The same creative loop is in full effect: Ye taps his wife, Bianca Censori, again to direct the “Kings” visual. The clip leans into surrealism, with Ye driving a convertible packed with an eclectic cast, including a nurse, an older man reading a newspaper while wearing sunglasses, and a wildly dancing figure with unusual facial features. As the vehicle slowly moves down a dusty road against a stark mountainside backdrop, a police car with flashing lights follows closely. The video ends with Ye abruptly slamming on the brakes before he is launched from the vehicle into an electric chair, and two officers then place a crown-shaped electrode on his head.

Zoom out and the release strategy starts to make sense.
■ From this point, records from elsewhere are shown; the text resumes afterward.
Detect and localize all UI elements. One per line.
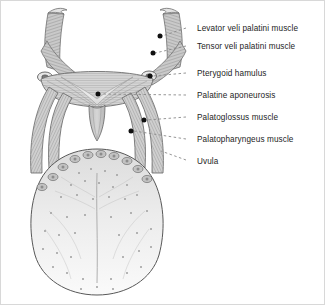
label-tensor-veli-palatini: Tensor veli palatini muscle xyxy=(197,42,295,52)
label-palatine-aponeurosis: Palatine aponeurosis xyxy=(197,91,275,101)
label-layer: Levator veli palatini muscleTensor veli … xyxy=(1,1,325,305)
label-palatoglossus: Palatoglossus muscle xyxy=(197,113,278,123)
label-pterygoid-hamulus: Pterygoid hamulus xyxy=(197,69,267,79)
anatomical-figure: Levator veli palatini muscleTensor veli … xyxy=(0,0,325,305)
label-uvula: Uvula xyxy=(197,157,218,167)
label-levator-veli-palatini: Levator veli palatini muscle xyxy=(197,24,298,34)
label-palatopharyngeus: Palatopharyngeus muscle xyxy=(197,135,294,145)
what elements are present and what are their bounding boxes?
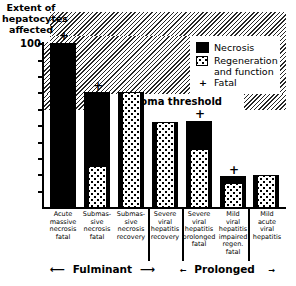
fulminant-label: Fulminant [73, 263, 132, 275]
bar-regeneration-severe-recovery [157, 123, 174, 207]
y-tick [38, 76, 43, 78]
x-label-mild-acute: Mild acute viral hepatitis [249, 211, 285, 241]
x-label-submassive-recovery: Submas- sive necrosis recovery [113, 211, 149, 241]
arrow-left-icon: ← [180, 266, 187, 275]
x-label-line: fatal [181, 241, 217, 249]
x-label-severe-prolonged-fatal: Severe viral hepatitis prolonged fatal [181, 211, 217, 249]
group-divider [148, 207, 150, 261]
y-axis-label-line: hepatocytes [2, 13, 60, 24]
y-tick [38, 174, 43, 176]
hatched-region-axis [43, 42, 50, 94]
x-label-mild-impaired-fatal: Mild viral hepatitis impaired regen. fat… [215, 211, 251, 256]
legend-label-fatal: Fatal [214, 78, 237, 88]
prolonged-label: Prolonged [194, 263, 255, 275]
fatal-marker: + [59, 30, 69, 42]
y-tick [38, 109, 43, 111]
coma-threshold-label: Coma threshold [133, 96, 222, 107]
y-tick [38, 191, 43, 193]
arrow-left-icon: ⟵ [50, 263, 65, 275]
y-axis-label-line: Extent of [2, 2, 60, 13]
legend-label-necrosis: Necrosis [214, 43, 254, 53]
group-divider [248, 207, 250, 261]
bar-necrosis-acute-massive [50, 43, 76, 207]
group-label-fulminant: ⟵ Fulminant ⟶ [50, 263, 155, 275]
x-label-submassive-fatal: Submas- sive necrosis fatal [79, 211, 115, 241]
legend: Necrosis Regeneration and function + Fat… [190, 36, 280, 92]
group-label-prolonged: ← Prolonged → [180, 263, 275, 275]
hatched-region-right [280, 36, 286, 94]
bar-regeneration-submassive-fatal [89, 167, 106, 207]
bar-regeneration-submassive-recovery [123, 93, 140, 207]
legend-label-regeneration: Regeneration [214, 56, 278, 66]
y-axis-label: Extent of hepatocytes affected [2, 2, 60, 35]
fatal-marker: + [93, 80, 103, 92]
group-divider [182, 207, 184, 261]
x-label-line: fatal [215, 249, 251, 257]
y-tick [38, 142, 43, 144]
x-label-line: fatal [79, 234, 115, 242]
x-label-line: hepatitis [249, 234, 285, 242]
x-label-line: fatal [45, 234, 81, 242]
bar-regeneration-mild-acute [258, 176, 275, 207]
legend-label-regeneration-2: and function [214, 67, 274, 77]
y-tick [38, 43, 43, 45]
y-axis-label-line: affected [2, 24, 60, 35]
x-label-line: recovery [113, 234, 149, 242]
arrow-right-icon: → [269, 266, 276, 275]
fatal-marker: + [229, 164, 239, 176]
arrow-right-icon: ⟶ [140, 263, 155, 275]
fatal-marker: + [195, 108, 205, 120]
x-label-line: recovery [147, 234, 183, 242]
legend-swatch-necrosis [196, 42, 209, 53]
bar-regeneration-severe-prolonged-fatal [191, 150, 208, 207]
legend-swatch-regeneration [196, 56, 208, 66]
y-tick [38, 158, 43, 160]
y-tick [38, 125, 43, 127]
x-label-acute-massive: Acute massive necrosis fatal [45, 211, 81, 241]
hatched-region-top [50, 12, 286, 36]
x-label-severe-recovery: Severe viral hepatitis recovery [147, 211, 183, 241]
hatched-region-bottom-right [244, 94, 286, 110]
y-tick [38, 92, 43, 94]
legend-fatal-symbol: + [199, 78, 207, 88]
y-tick [38, 60, 43, 62]
bar-regeneration-mild-impaired-fatal [225, 184, 242, 207]
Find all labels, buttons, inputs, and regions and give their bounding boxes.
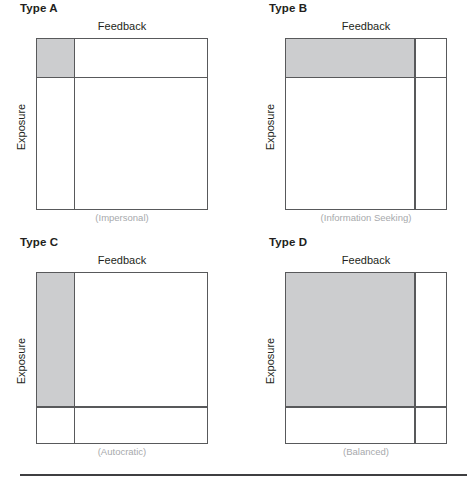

Bully originally dropped on March 28 through Larry Jackson’s Gamma, debuting at No. 2 on the Billboard 200 behind BTS’ ARIRANG. Deluxe editions are often how major artists extend an album’s shelf life, but this one is clearly designed to keep multiple engines running at the same time: new audio, new visuals, and an ongoing live-performance runway. In other words, it is a content update plus an audience reset.

Ye also signaled the deluxe rollout earlier with the release of “Gemini Season,” accompanied by a video directed by Censori. She also previously helmed the visual for “Father,” Ye’s collaboration with Travis Scott from Bully. If you are an exec watching how attention is manufactured across platforms, the pattern is hard to miss. The artist does not just ship songs, he pairs them with branded visuals and a consistent directing “signature,” which can improve recognition and reduce creative churn during high-volume periods.

There is also a tour component that matters for decision-makers, even if you are not in music. Ye’s website revealed a July 4 Independence Day show at the Alamodome in San Antonio, plus Chicago dates scheduled for Sept. 3 and Sept. 4 at Soldier Field. He previously performed for 70,000 fans at Dinamo Arena in Tbilisi, Georgia, and is set to return stateside for two shows at Raymond James Stadium in Tampa, Florida, on June 26 and June 28. The Tampa concerts will mark his first U.S. performances since his April shows at SoFi Stadium in Los Angeles. Additional international dates are scheduled throughout the summer, with stops in Albania and Spain in July, then Portugal in August.

Why does this matter beyond fandom? Because in 2026, distribution is rarely just one channel. It is the same reason streaming, social, and ticketing are treated like a single integrated system. A deluxe release can lift engagement, which can boost downstream demand for live dates and keep the album relevant for new listeners, journalists, and culture accounts. Even the “updated mixes” detail matters operationally. It is a reminder that the post-release versioning pipeline is part of the modern release lifecycle, not an afterthought.

From a broader industry lens, the “Kings” video also reinforces how music storytelling now intersects with visual performance and shock-value aesthetics. The surreal scenes, including the electric chair ending, are the kind of memorable imagery that clips well and travels fast. For executives at labels, management firms, and media platforms, that translates into more moments worth covering, even when the content is polarizing. And for boards overseeing artist brands, it raises the same question every cycle: how to balance creative ambition with reputational risk, while still maximizing revenue during the most lucrative touring windows.

Ye is effectively running a three-part play at once: a deluxe audio refresh, a high-impact visual for a flagship track, and a packed schedule that sustains momentum through summer. If you are an investor, operator, or anyone managing adjacent creative businesses, the strategic takeaway is simple. This is not just an album update. It is a coordinated attention campaign designed to keep the artist in the conversation from release week through major stadium dates.